Week 6 – No Room For Empathy
April 25, 2023
In the movies mentioned previously, whether it is ones which have been used as a sort of propaganda or those which have been banned, there have been scenes filled with emotions. In many of the scenes in government backed films, the emotional scenes are able to provide a sense of togetherness to the audience.
In the movie To Live, which remains banned in China today, there are multiple emotional scenes depicting realistic struggles of Fugui’s family. These scenes often represented intimate moment during which the family celebrated or grieved. For example, when Fugui’s daughter, who has become unable to speak due to an unfortunate illness when she was young, gets married to a respectable man, the family celebrates. They take celebratory photos, and the audience are able to see a moment of genuine relief in the interactions between Fugui and his wife as they no longer need to worry about their daughter not having any support after their death, since she is partially disabled due to her speech issue. When their son dies during an accident, and the man who was involved happened to be a man Fugui was indebted to during the war. When this man visits Fugui’s son’s grave, Fugui and his wife become absolutely furious, unable to believe that the man dares to visit their son’s grave. Throughout the film, the man continues to apologize, offering money and gifts which has never been accepted. After a series of struggles, this man goes to Fugui and his wife, and they welcomed him into their home when he seemed unwell after his wife’s death. The emotions within each scene evoked empathy within the audience, as though they could not agree with the actions of each character, they could at least see them to be human.
In Platform, though Jia Zhangke does not focus on one person within the large group of the theater troupe, the audience views their daily life as a collective. They see the love affairs amongst the teenagers, and how it progressed as they matured and the country modernized. Some of the actors were even Jia’s childhood friends, who displayed the reality of their childhood well. One specific scene is when the police barges in on a young couple — part of the theater troupe, and demands to see their marriage license, which they don’t have. This causes them to be taken away, as apparently a hotel room with the opposite gender with no marriage license was enough to be taken into custody, as if these private affairs were the affairs of the public.

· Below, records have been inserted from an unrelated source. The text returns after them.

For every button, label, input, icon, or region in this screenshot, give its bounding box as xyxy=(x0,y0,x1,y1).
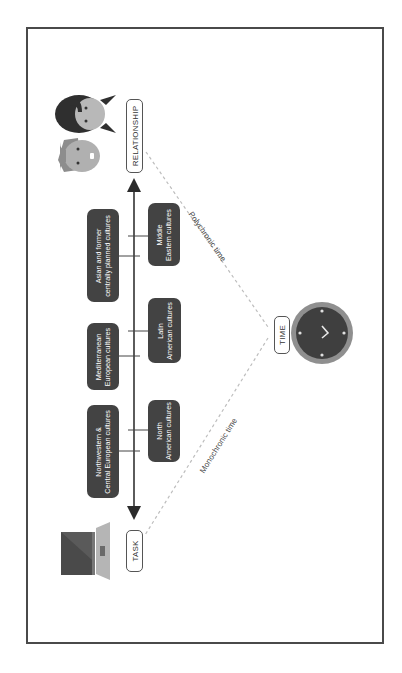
culture-box-label: Latin American cultures xyxy=(156,302,174,360)
culture-line2: centrally planned cultures xyxy=(103,215,112,297)
culture-line2: Eastern cultures xyxy=(164,209,173,261)
culture-line1: Latin xyxy=(156,302,165,360)
culture-box-label: Northwestern & Central European cultures xyxy=(94,410,112,494)
axis-arrow xyxy=(127,178,141,520)
culture-box-mediterranean-european: Mediterranean European cultures xyxy=(87,323,119,390)
culture-line2: Central European cultures xyxy=(103,410,112,494)
relationship-label-text: RELATIONSHIP xyxy=(130,106,139,167)
laptop-icon xyxy=(61,522,110,580)
culture-line1: Asian and former xyxy=(94,215,103,297)
culture-box-north-american: North American cultures xyxy=(148,400,180,462)
time-label-text: TIME xyxy=(278,325,287,345)
culture-box-label: North American cultures xyxy=(155,402,173,460)
culture-line2: American cultures xyxy=(165,302,174,360)
culture-box-asian-centrally-planned: Asian and former centrally planned cultu… xyxy=(87,209,119,302)
culture-line1: Northwestern & xyxy=(94,410,103,494)
clock-icon xyxy=(291,302,353,364)
culture-line1: Mediterranean xyxy=(94,327,103,385)
culture-line1: Middle xyxy=(155,209,164,261)
culture-box-latin-american: Latin American cultures xyxy=(148,298,181,363)
culture-box-label: Asian and former centrally planned cultu… xyxy=(94,215,112,297)
time-label: TIME xyxy=(274,316,290,354)
culture-line2: American cultures xyxy=(164,402,173,460)
culture-box-label: Middle Eastern cultures xyxy=(155,209,173,261)
culture-box-middle-eastern: Middle Eastern cultures xyxy=(148,203,180,266)
two-faces-icon xyxy=(55,95,116,172)
task-label: TASK xyxy=(126,530,143,572)
relationship-label: RELATIONSHIP xyxy=(126,99,143,173)
culture-box-label: Mediterranean European cultures xyxy=(94,327,112,385)
culture-box-northwestern-european: Northwestern & Central European cultures xyxy=(87,405,119,498)
task-label-text: TASK xyxy=(130,540,139,561)
culture-line2: European cultures xyxy=(103,327,112,385)
culture-line1: North xyxy=(155,402,164,460)
diagram-graphics xyxy=(0,0,402,673)
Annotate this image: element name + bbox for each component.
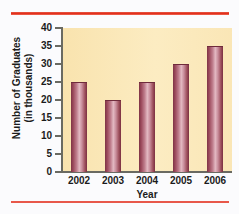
bottom-rule-divider: [11, 201, 229, 203]
x-axis-title: Year: [62, 189, 232, 200]
bar-2006: [207, 46, 223, 172]
bar-chart-figure: 40 35 30 25 20 15 10 5 0 2002 2003 2004 …: [0, 0, 239, 214]
x-tick-label-2004: 2004: [130, 175, 164, 186]
y-tick-mark: [55, 171, 62, 173]
y-axis-title-line2: (in thousands): [23, 13, 35, 163]
y-tick-mark: [55, 99, 62, 101]
y-axis-title-line1: Number of Graduates: [11, 13, 23, 163]
x-tick-label-2005: 2005: [164, 175, 198, 186]
bar-2005: [173, 64, 189, 172]
y-tick-mark: [55, 63, 62, 65]
bar-2002: [71, 82, 87, 172]
y-tick-mark: [55, 45, 62, 47]
y-tick-mark: [55, 135, 62, 137]
top-rule-divider: [11, 12, 229, 15]
bar-2003: [105, 100, 121, 173]
x-tick-label-2003: 2003: [96, 175, 130, 186]
x-tick-label-2002: 2002: [62, 175, 96, 186]
y-axis-title: Number of Graduates (in thousands): [11, 13, 35, 163]
bar-2004: [139, 82, 155, 172]
y-tick-mark: [55, 153, 62, 155]
y-tick-mark: [55, 27, 62, 29]
x-tick-label-2006: 2006: [198, 175, 232, 186]
y-tick-label: 0: [30, 167, 52, 177]
y-tick-mark: [55, 81, 62, 83]
y-tick-mark: [55, 117, 62, 119]
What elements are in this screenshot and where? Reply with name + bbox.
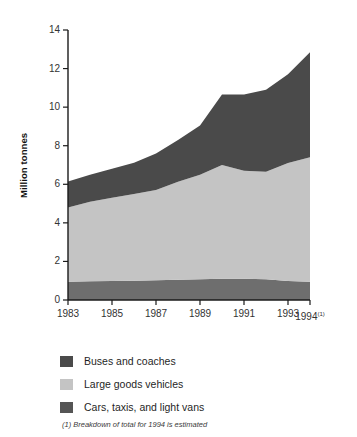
- legend-label-buses: Buses and coaches: [84, 356, 176, 367]
- legend-swatch-buses: [60, 356, 73, 367]
- area-band-cars-taxis-and-light-vans: [68, 279, 310, 300]
- chart-plot-region: Million tonnes 02468101214 1983198519871…: [0, 0, 357, 320]
- area-series-layer: [68, 52, 310, 300]
- legend-label-cars: Cars, taxis, and light vans: [84, 402, 204, 413]
- legend-swatch-cars: [60, 402, 73, 413]
- chart-legend: Buses and coaches Large goods vehicles C…: [60, 350, 350, 419]
- area-chart-svg: [0, 0, 357, 320]
- legend-item-cars[interactable]: Cars, taxis, and light vans: [60, 396, 350, 419]
- legend-item-goods[interactable]: Large goods vehicles: [60, 373, 350, 396]
- legend-label-goods: Large goods vehicles: [84, 379, 183, 390]
- chart-footnote: (1) Breakdown of total for 1994 is estim…: [62, 420, 342, 429]
- legend-item-buses[interactable]: Buses and coaches: [60, 350, 350, 373]
- legend-swatch-goods: [60, 379, 73, 390]
- chart-figure: Million tonnes 02468101214 1983198519871…: [0, 0, 357, 437]
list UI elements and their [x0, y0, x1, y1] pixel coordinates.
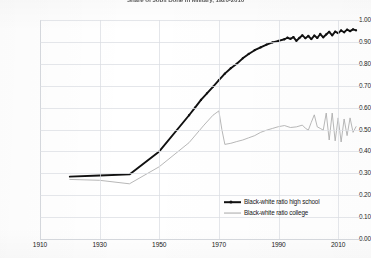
series-point — [316, 37, 318, 39]
series-point — [265, 43, 267, 45]
series-point — [352, 28, 354, 30]
gridline-horizontal — [40, 64, 362, 65]
legend-label-college: Black-white ratio college — [244, 208, 308, 219]
gridline-horizontal — [40, 239, 362, 240]
series-point — [283, 38, 285, 40]
series-point — [259, 46, 261, 48]
x-axis-tick-label: 1990 — [271, 241, 285, 248]
legend-item-high-school: Black-white ratio high school — [224, 197, 319, 208]
x-axis-tick-label: 2010 — [331, 241, 345, 248]
x-axis-tick-label: 1910 — [33, 241, 47, 248]
series-point — [230, 67, 232, 69]
series-point — [289, 38, 291, 40]
series-point — [346, 28, 348, 30]
series-point — [310, 38, 312, 40]
series-point — [349, 30, 351, 32]
gridline-horizontal — [40, 20, 362, 21]
series-point — [340, 29, 342, 31]
series-point — [298, 37, 300, 39]
series-point — [343, 31, 345, 33]
legend-swatch-high-school-icon — [224, 198, 241, 207]
gridline-horizontal — [40, 151, 362, 152]
x-axis-tick-label: 1930 — [92, 241, 106, 248]
series-point — [355, 29, 357, 31]
chart-title: Share of Jobs Done in Military, 1920-201… — [0, 0, 371, 3]
series-point — [254, 49, 256, 51]
series-point — [319, 33, 321, 35]
x-axis-tick-label: 1950 — [152, 241, 166, 248]
chart-legend: Black-white ratio high school Black-whit… — [224, 197, 319, 218]
series-point — [224, 73, 226, 75]
series-point — [188, 114, 190, 116]
gridline-horizontal — [40, 86, 362, 87]
series-line — [70, 29, 356, 176]
gridline-horizontal — [40, 42, 362, 43]
series-point — [325, 33, 327, 35]
series-point — [248, 53, 250, 55]
gridline-horizontal — [40, 173, 362, 174]
series-point — [286, 37, 288, 39]
series-point — [334, 30, 336, 32]
legend-label-high-school: Black-white ratio high school — [244, 197, 319, 208]
series-point — [242, 57, 244, 59]
series-point — [328, 31, 330, 33]
series-point — [322, 36, 324, 38]
series-point — [200, 99, 202, 101]
legend-swatch-college-icon — [224, 208, 241, 217]
legend-item-college: Black-white ratio college — [224, 208, 319, 219]
series-point — [304, 37, 306, 39]
series-point — [331, 34, 333, 36]
series-point — [206, 92, 208, 94]
series-point — [313, 34, 315, 36]
series-point — [301, 34, 303, 36]
x-axis-tick-label: 1970 — [212, 241, 226, 248]
series-point — [292, 36, 294, 38]
series-point — [307, 35, 309, 37]
gridline-horizontal — [40, 130, 362, 131]
gridline-horizontal — [40, 108, 362, 109]
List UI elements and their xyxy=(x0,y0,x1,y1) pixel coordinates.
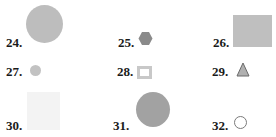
large-circle-icon xyxy=(26,5,63,43)
square-outline-icon xyxy=(137,66,152,79)
item-number: 24. xyxy=(6,36,22,49)
item-number: 27. xyxy=(6,65,22,78)
triangle-icon xyxy=(236,62,250,77)
rectangle-icon xyxy=(233,15,272,47)
hexagon-icon xyxy=(138,31,153,46)
item-number: 30. xyxy=(6,119,22,132)
large-dark-circle-icon xyxy=(136,92,170,127)
pale-square-icon xyxy=(27,92,60,130)
item-number: 25. xyxy=(118,36,134,49)
small-circle-icon xyxy=(30,65,41,76)
item-number: 31. xyxy=(113,119,129,132)
item-number: 29. xyxy=(212,65,228,78)
item-number: 26. xyxy=(213,36,229,49)
item-number: 28. xyxy=(117,65,133,78)
item-number: 32. xyxy=(212,119,228,132)
circle-outline-icon xyxy=(234,116,247,129)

In Wandering Earth 2, there are also numerous emotional scenes. A notable one is Tu, a computer scientist deciding to sacrifice the remains of his daughter’s life to contribute to the “saving of mankind” (a very long complicated sequence). This effectively kills all of his connections to her. Another scene is when the main character is forced to leave his sick wife and only child to go also “save mankind” and become isolated in space, forever. A third scene is when hundreds of volunteers were needed to detonate bombs on the Moon — it would kill every volunteer — and a few of the older soldiers volunteered the entire generation of older soldiers to volunteer in replacement of the younger soldiers. In the plot, all of their sacrifices were meant to literally save mankind from crashing into the sun, and contributed to China’s strength as well. Yet the key component was their sacrifice, within an arbitrary situation. In a New York Times article written in 2022 about the censorship of films in Hong Kong — a region which historically has been somewhat free from such limitations — it is mentioned how the government especially is looking to ban movies which are advertised to be documentaries. These “documentaries” oftentimes are… documentaries. Yet the government feared such displays of a reality they could not control. Even the plain reality displayed in Platform was unsettling, and the emotional bondage between the individual characters and the audience in To Live was even more damaging.Yet in Wandering Earth, it is demonstrated that these emotions can fully be used to enforce a sense of duty across the audience, the need to contribute and give back to one’s country.